(Editor’s Note:  This review reports on events on December 2 & 3, 2010)

Stewart Theatre on the NC State University campus was awash in Christmas tunes and songs, but none dared speak the Christmas name. Music @ NC State warmed a couple of chilly evenings, first with “Instrumental Holiday Concert,” followed twenty-four hours later by “Choral Holiday Concert.” The instrumental evening began with the fine Jazz Ensemble I and ended with the equally excellent Wind Ensemble.

In 1958 Dave Brubeck brought his brand of jazz to Poland. There he asserted that “No dictatorship can tolerate jazz. It is the first sign of a return to freedom.” As the music world celebrates Brubeck’s 90th birthday, perhaps director Wes Parker and the ensemble were subconsciously inspired by those words and events. Not that they needed any special stimulus. Who knew that so many old Christmas favorites could be so effectively exploited by jazz groups? For example, there was the opener, “God Rest Ye, Merry, Gentlemen,” featuring solo runs by saxophone, guitar and piano. “Silent Night” followed, then “Greensleeves” with the director himself taking a turn on the trombone. They celebrated Tannenbaum, and they roasted chestnuts on an open fire. The players honored all of these pieces in tradition as well as departure, skillfully establishing the theme before bringing on the variations. The resurrection of Glenn Miller’s “Jingle Bells” was particularly agreeable.

The group Mannheim Steamroller seems to have furnished the motivation for at least two of the pieces by director Paul Garcia and the Wind Ensemble. The Steamroller “Carol of the Bells” opened, to be followed later in the program by their version of “Silent Night.” The latter featured a chorus of ooo’s and aah’s as several of the players exhibited their vocal bona fides. The sonic highlight of the evening was the treatment of “Greensleeves.” Here the pleasing strains ranged from beginning pianissimos to full-throated intensity, replete with vigorous percussion. The lone departure from Christmas themes was also perhaps the most tuneful of the evening. Celebrating Hanukkah, “Festival of Lights” showed the ensemble at its most skilled, with a joyous aggregation of full forces. That same full power was again called upon with the closing obligatory “Sleigh Ride.”

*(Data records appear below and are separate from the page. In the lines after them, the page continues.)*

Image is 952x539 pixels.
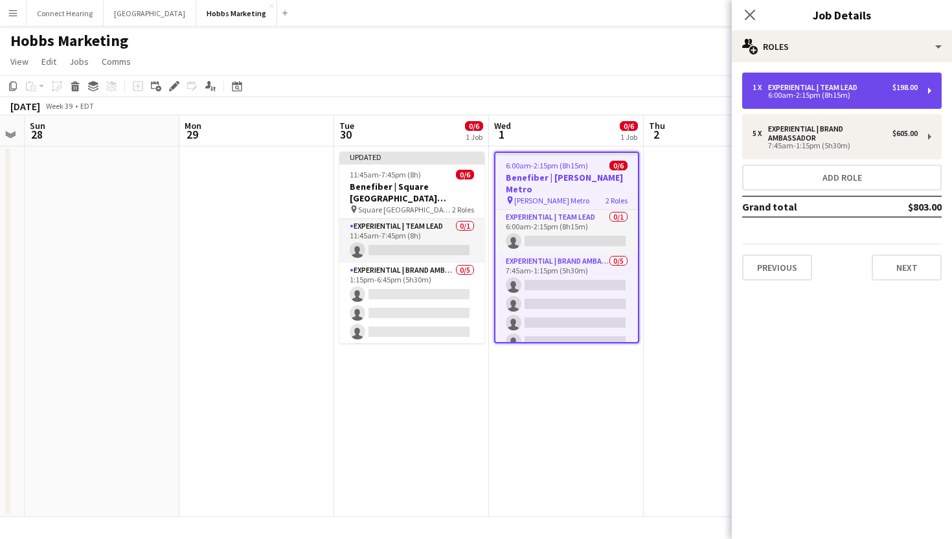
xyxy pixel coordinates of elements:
[768,124,892,142] div: Experiential | Brand Ambassador
[10,31,128,50] h1: Hobbs Marketing
[892,129,917,138] div: $605.00
[465,132,482,142] div: 1 Job
[768,83,862,92] div: Experiential | Team Lead
[339,151,484,162] div: Updated
[96,53,136,70] a: Comms
[649,120,665,131] span: Thu
[10,56,28,67] span: View
[871,254,941,280] button: Next
[495,254,638,373] app-card-role: Experiential | Brand Ambassador0/57:45am-1:15pm (5h30m)
[41,56,56,67] span: Edit
[506,161,588,170] span: 6:00am-2:15pm (8h15m)
[865,196,941,217] td: $803.00
[339,120,354,131] span: Tue
[605,196,627,205] span: 2 Roles
[620,121,638,131] span: 0/6
[337,127,354,142] span: 30
[452,205,474,214] span: 2 Roles
[465,121,483,131] span: 0/6
[514,196,589,205] span: [PERSON_NAME] Metro
[752,83,768,92] div: 1 x
[183,127,201,142] span: 29
[732,31,952,62] div: Roles
[30,120,45,131] span: Sun
[69,56,89,67] span: Jobs
[196,1,277,26] button: Hobbs Marketing
[742,164,941,190] button: Add role
[620,132,637,142] div: 1 Job
[358,205,452,214] span: Square [GEOGRAPHIC_DATA][PERSON_NAME]
[339,219,484,263] app-card-role: Experiential | Team Lead0/111:45am-7:45pm (8h)
[36,53,62,70] a: Edit
[10,100,40,113] div: [DATE]
[28,127,45,142] span: 28
[752,142,917,149] div: 7:45am-1:15pm (5h30m)
[494,151,639,343] app-job-card: 6:00am-2:15pm (8h15m)0/6Benefiber | [PERSON_NAME] Metro [PERSON_NAME] Metro2 RolesExperiential | ...
[732,6,952,23] h3: Job Details
[742,254,812,280] button: Previous
[492,127,511,142] span: 1
[185,120,201,131] span: Mon
[892,83,917,92] div: $198.00
[80,101,94,111] div: EDT
[752,129,768,138] div: 5 x
[742,196,865,217] td: Grand total
[5,53,34,70] a: View
[102,56,131,67] span: Comms
[495,172,638,195] h3: Benefiber | [PERSON_NAME] Metro
[752,92,917,98] div: 6:00am-2:15pm (8h15m)
[43,101,75,111] span: Week 39
[339,151,484,343] app-job-card: Updated11:45am-7:45pm (8h)0/6Benefiber | Square [GEOGRAPHIC_DATA][PERSON_NAME] MTL Square [GEOGRA...
[495,210,638,254] app-card-role: Experiential | Team Lead0/16:00am-2:15pm (8h15m)
[27,1,104,26] button: Connect Hearing
[104,1,196,26] button: [GEOGRAPHIC_DATA]
[339,263,484,382] app-card-role: Experiential | Brand Ambassador0/51:15pm-6:45pm (5h30m)
[609,161,627,170] span: 0/6
[64,53,94,70] a: Jobs
[494,120,511,131] span: Wed
[350,170,421,179] span: 11:45am-7:45pm (8h)
[339,181,484,204] h3: Benefiber | Square [GEOGRAPHIC_DATA][PERSON_NAME] MTL
[456,170,474,179] span: 0/6
[647,127,665,142] span: 2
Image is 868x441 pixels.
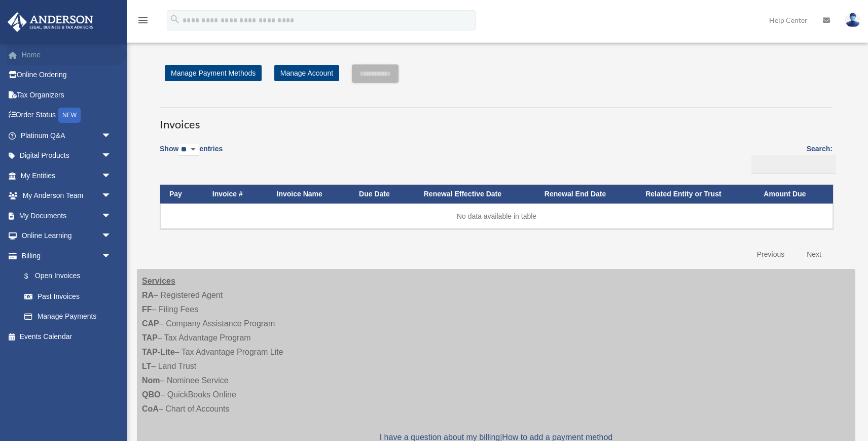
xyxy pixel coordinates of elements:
h3: Invoices [160,107,833,133]
strong: CoA [142,404,159,413]
th: Pay: activate to sort column descending [160,185,203,204]
img: User Pic [846,13,860,27]
a: Manage Payment Methods [165,65,262,81]
th: Amount Due: activate to sort column ascending [755,185,833,204]
span: arrow_drop_down [102,245,122,267]
td: No data available in table [160,204,833,229]
select: Showentries [178,144,200,156]
span: arrow_drop_down [102,186,122,206]
img: Anderson Advisors Platinum Portal [5,13,96,32]
a: Manage Account [274,65,339,81]
a: Previous [750,244,792,265]
a: Platinum Q&Aarrow_drop_down [7,125,127,145]
th: Renewal End Date: activate to sort column ascending [536,185,636,204]
a: $Open Invoices [15,266,116,287]
a: Digital Productsarrow_drop_down [7,145,127,166]
th: Invoice Name: activate to sort column ascending [267,185,351,204]
i: search [170,14,180,25]
a: Events Calendar [7,327,127,347]
a: Past Invoices [15,286,122,306]
a: Next [799,244,829,265]
strong: LT [142,362,151,370]
strong: TAP-Lite [142,348,175,356]
strong: CAP [142,319,159,328]
strong: Nom [142,376,160,385]
a: menu [137,17,149,26]
a: Tax Organizers [7,84,127,105]
th: Renewal Effective Date: activate to sort column ascending [415,185,536,204]
div: NEW [58,108,80,123]
a: Manage Payments [15,306,122,327]
a: Order StatusNEW [7,105,127,126]
span: arrow_drop_down [102,205,122,226]
th: Due Date: activate to sort column ascending [350,185,415,204]
a: Online Ordering [7,65,127,85]
i: menu [137,15,149,26]
a: Billingarrow_drop_down [7,245,122,266]
span: arrow_drop_down [102,145,122,167]
span: arrow_drop_down [102,226,122,246]
a: My Entitiesarrow_drop_down [7,166,127,186]
strong: TAP [142,333,158,342]
th: Related Entity or Trust: activate to sort column ascending [636,185,755,204]
label: Show entries [160,142,223,166]
a: Online Learningarrow_drop_down [7,226,127,246]
label: Search: [748,142,833,174]
span: $ [30,269,35,283]
strong: FF [142,305,152,314]
strong: RA [142,291,154,299]
a: My Anderson Teamarrow_drop_down [7,186,127,206]
span: arrow_drop_down [102,166,122,186]
a: Home [7,45,127,65]
th: Invoice #: activate to sort column ascending [203,185,267,204]
span: arrow_drop_down [102,125,122,146]
input: Search: [752,155,836,174]
strong: Services [142,276,175,285]
a: My Documentsarrow_drop_down [7,205,127,226]
strong: QBO [142,391,160,398]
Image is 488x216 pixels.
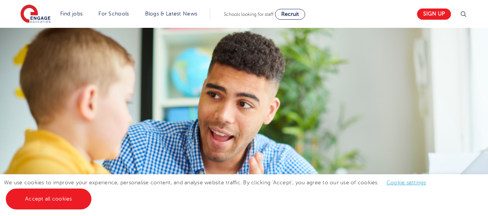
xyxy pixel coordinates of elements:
a: For Schools [98,11,129,17]
span: Recruit [281,11,299,17]
a: Sign up [417,8,451,20]
span: Schools looking for staff [224,12,274,17]
a: Recruit [275,9,305,20]
span: We use cookies to improve your experience, personalise content, and analyse website traffic. By c... [4,179,434,201]
a: Cookie settings [387,179,427,185]
a: Accept all cookies [6,188,91,209]
a: Blogs & Latest News [145,11,198,17]
img: Engage Education [20,5,51,24]
a: Find jobs [60,11,83,17]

The second (vocal) evening comprised three choral groups, all under the direction of Nathan Leaf. The women’s chorus, Vox Accalia (Voice of the She-Wolf?), traversed the entire Britten suite, Ceremony of Carols. No work shows female voices to fuller advantage. These singers were at their best and most articulate in numbers I and XI, “Processional” and “Recessional.” The distant build-up and the fading-away of the marching singers were especially effective. Accompanist Kate Lewis performed a near miracle in making the piano sound so much like a harp.

The Singing Statesmen opened with the Nigerian Christmas song, “Betelehemu,” calling for drums, clapping and various sound effects. Their most excellent work came with the Randall Thompson setting of Frost’s renowned poem, “Stopping by Woods on a Snowy Evening.” The audience could readily experience “…the sweep of easy wind and downy flake.” Kate Lewis’s piano was a complementary partner, never obtrusive. The men completed their assignment with charming arrangements by the likes of Norman Luboff, Leroy Anderson, and Mel Torme.

Formally named The North Carolina State University Chorale, the mixed chorus of some fifty voices performed four numbers, two of which could justifiably have been called exceptional. “Estampie Natalis” by the Czech composer Vaclav Nelhybel (1919-1996) employed flute, string quartet and percussion in a masterly association with the voices. Steven Heitzeg (b. 1959) has composed a work called “little tree.” (Yes, the title indeed utilizes no upper case because it sets to music the poem by, who else, e. e. cummings.) The composer has here captured the eccentricities, and even the enchantment, inherent in the poem. The singers’ performance could scarcely have been improved upon. Tom Koch’s piano accompaniment of this piece rates special mention. Throughout there was subtle support, but the concluding measures were of rare quality. When the singers’ last notes had faded away, the piano furnished a coda of sorts, itself fading to inaudibility. The effect was altogether captivating.

Anyone privileged to have attended either or both of these offerings should now be possessed of an abundance of “holiday” spirit.